In the first draft, Moirin was an unnamed secondary character. Except I decided that it didn’t make sense having her just show up. So I am explaining why. Here is a longish snippet from the first scene.
Moirin woke with a start, cold sweat running down her spine. She sat up and stared blindly at the dark cottage, still trapped in the vision. Her, a group of young warriors in a place that wasn’t the remote mountain valley she called home. A thread of darkness, of doom, surrended them. Moirin frowned. She wasn’t certain if the doom would be caused by her leaving her valley, or if staying would be the cause.
She shook off the last vestiges of the vision and pulled away the pelt. She shivered when the cold night air hit her legs. She briefly considered going back to bed, but she dismissed the temptation. Experience had taught her that sleep eluded her after a vision.
She slid out of bed, her bare feet hitting the stamped earthen floor. Shivering, she pulled on a deerskin tunic and a pair of moccassins, before walking to the door. She rolled up the large piece of skin that worked as door, and stepped outside.

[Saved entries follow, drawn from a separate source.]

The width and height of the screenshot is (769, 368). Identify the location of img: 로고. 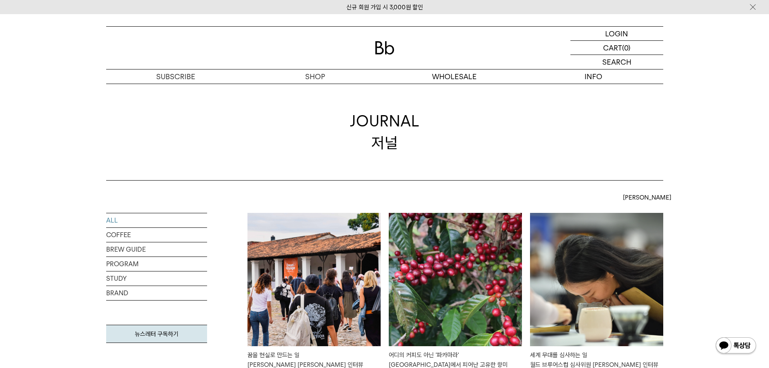
(385, 48).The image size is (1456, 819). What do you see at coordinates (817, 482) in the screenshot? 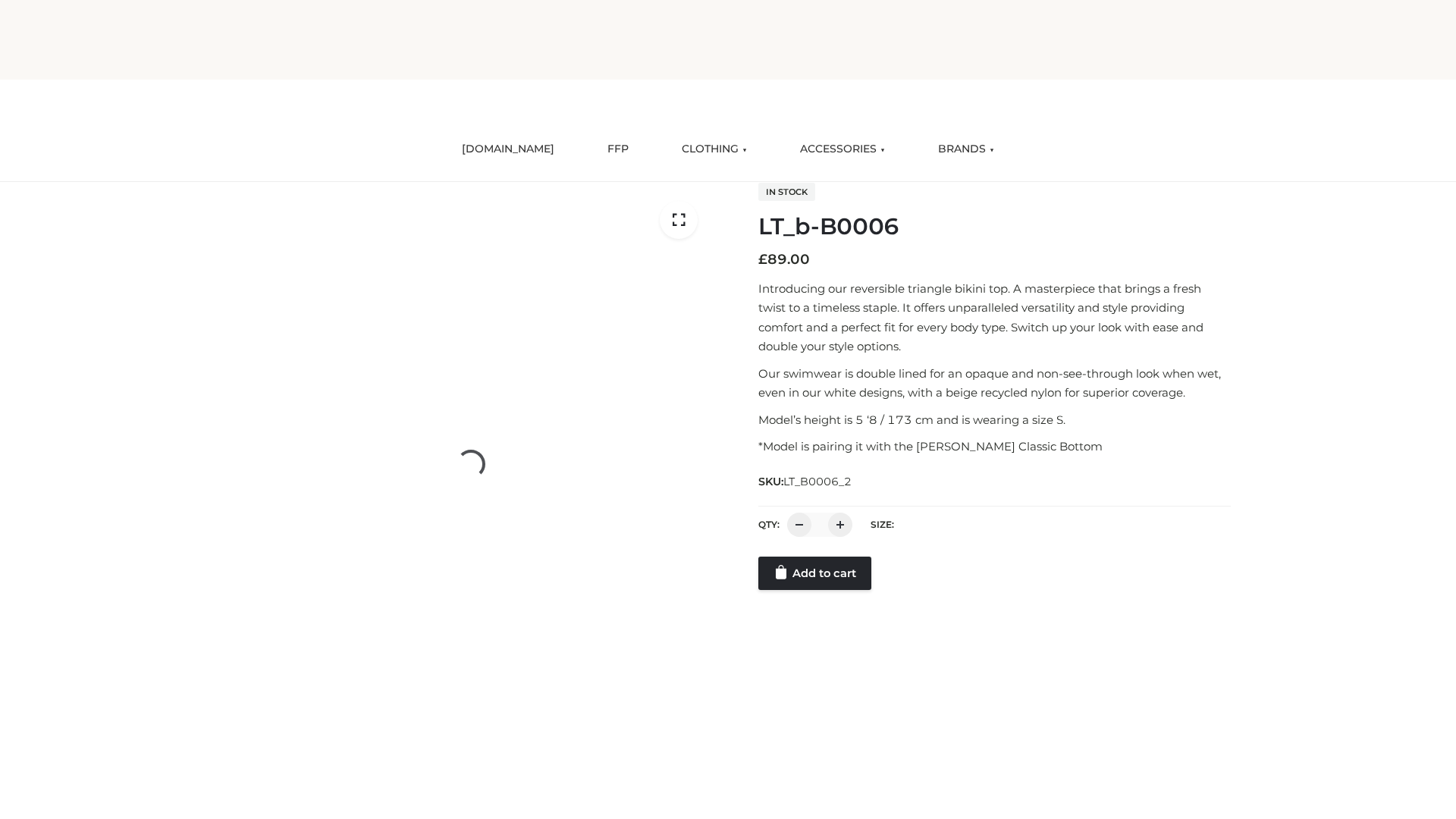
I see `span: LT_B0006_2` at bounding box center [817, 482].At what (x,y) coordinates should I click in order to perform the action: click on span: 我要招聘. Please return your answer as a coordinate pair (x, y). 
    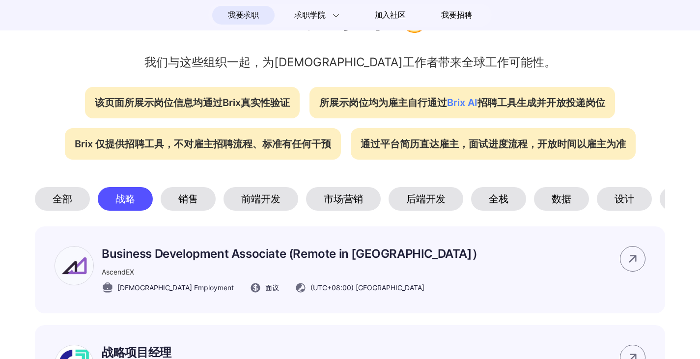
    Looking at the image, I should click on (457, 15).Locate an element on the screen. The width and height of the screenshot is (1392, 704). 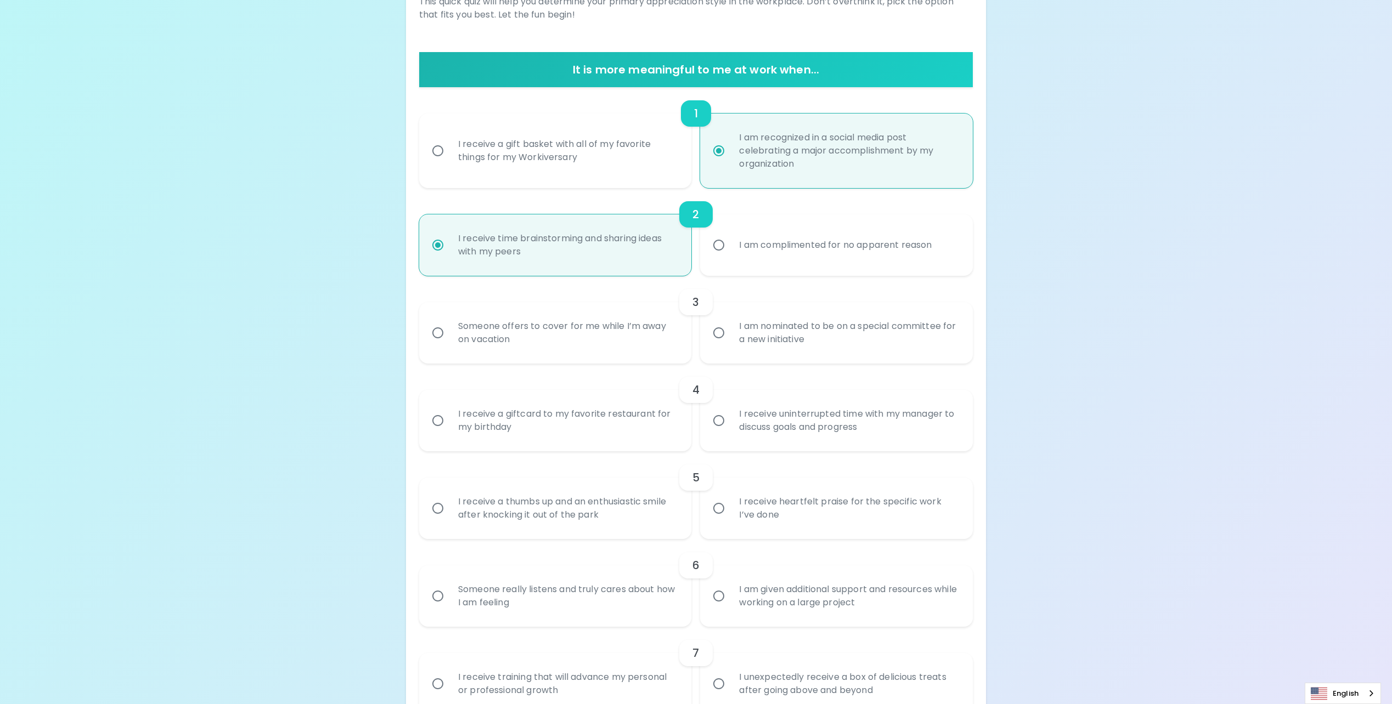
h6: It is more meaningful to me at work when... is located at coordinates (696, 70).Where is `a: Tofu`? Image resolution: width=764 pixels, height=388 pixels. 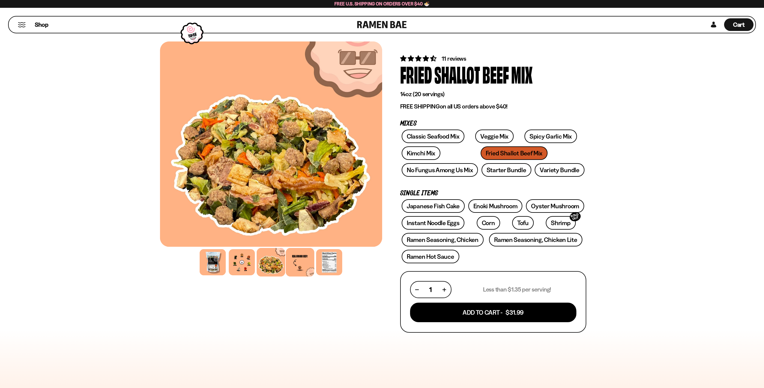
a: Tofu is located at coordinates (523, 223).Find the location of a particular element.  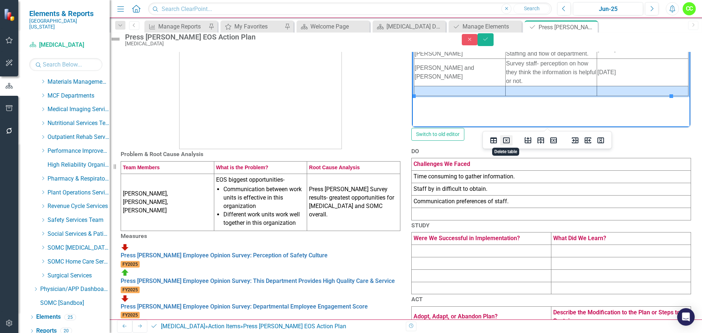

a: Plant Operations Services is located at coordinates (79, 193).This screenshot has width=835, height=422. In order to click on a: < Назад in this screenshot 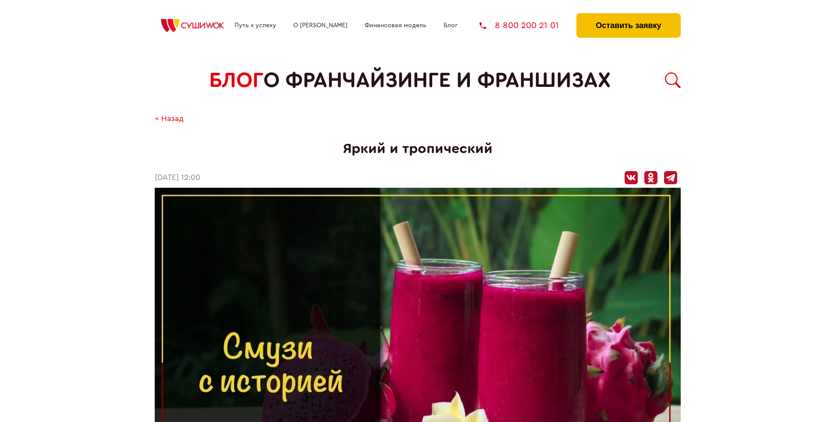, I will do `click(169, 119)`.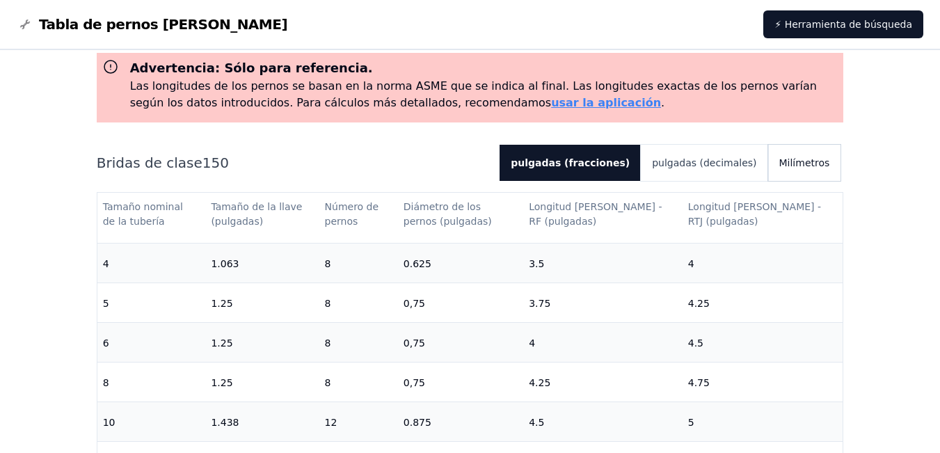 The height and width of the screenshot is (453, 940). Describe the element at coordinates (473, 94) in the screenshot. I see `font: Las longitudes de los pernos se basan en la norma ASME que se indica al final. Las longitudes exa...` at that location.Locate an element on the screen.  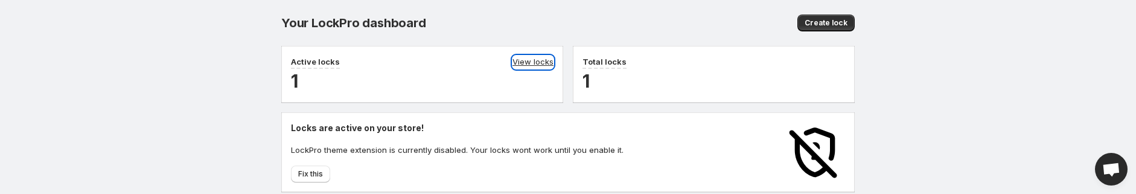
h2: Locks are active on your store! is located at coordinates (457, 128). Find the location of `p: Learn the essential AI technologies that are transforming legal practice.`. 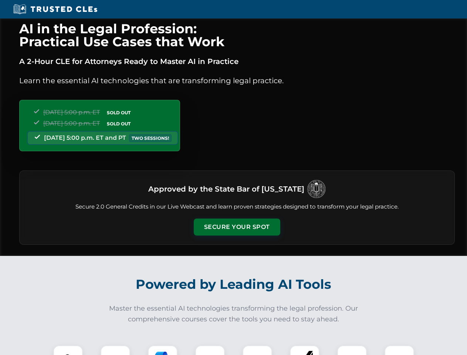

p: Learn the essential AI technologies that are transforming legal practice. is located at coordinates (237, 81).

She gulped in the cold night air. The valley was dark and silent around her. The animals were asleep and the birds hadn’t arrived yet. Only she was awake. And she had a choice to make. Did she stay or did she go? Moirin shook her head. She refused to take sides in the war that was ripping the clans apart, despite the occasional attempt to change her mind, maybe it would have been different if the clans had sent women instead of warriors, but they hadn’t.
She knew that there were people that viewed her refusal to take sides as a betrayal, but she had been old when the war began, and she was older now. Maybe my presence would have stopped the war earlier. Or maybe the visions and the violence would have ripped my sanity to shreds. She exhaled. It didn’t matter. She couldn’t change the past. But I can change the future.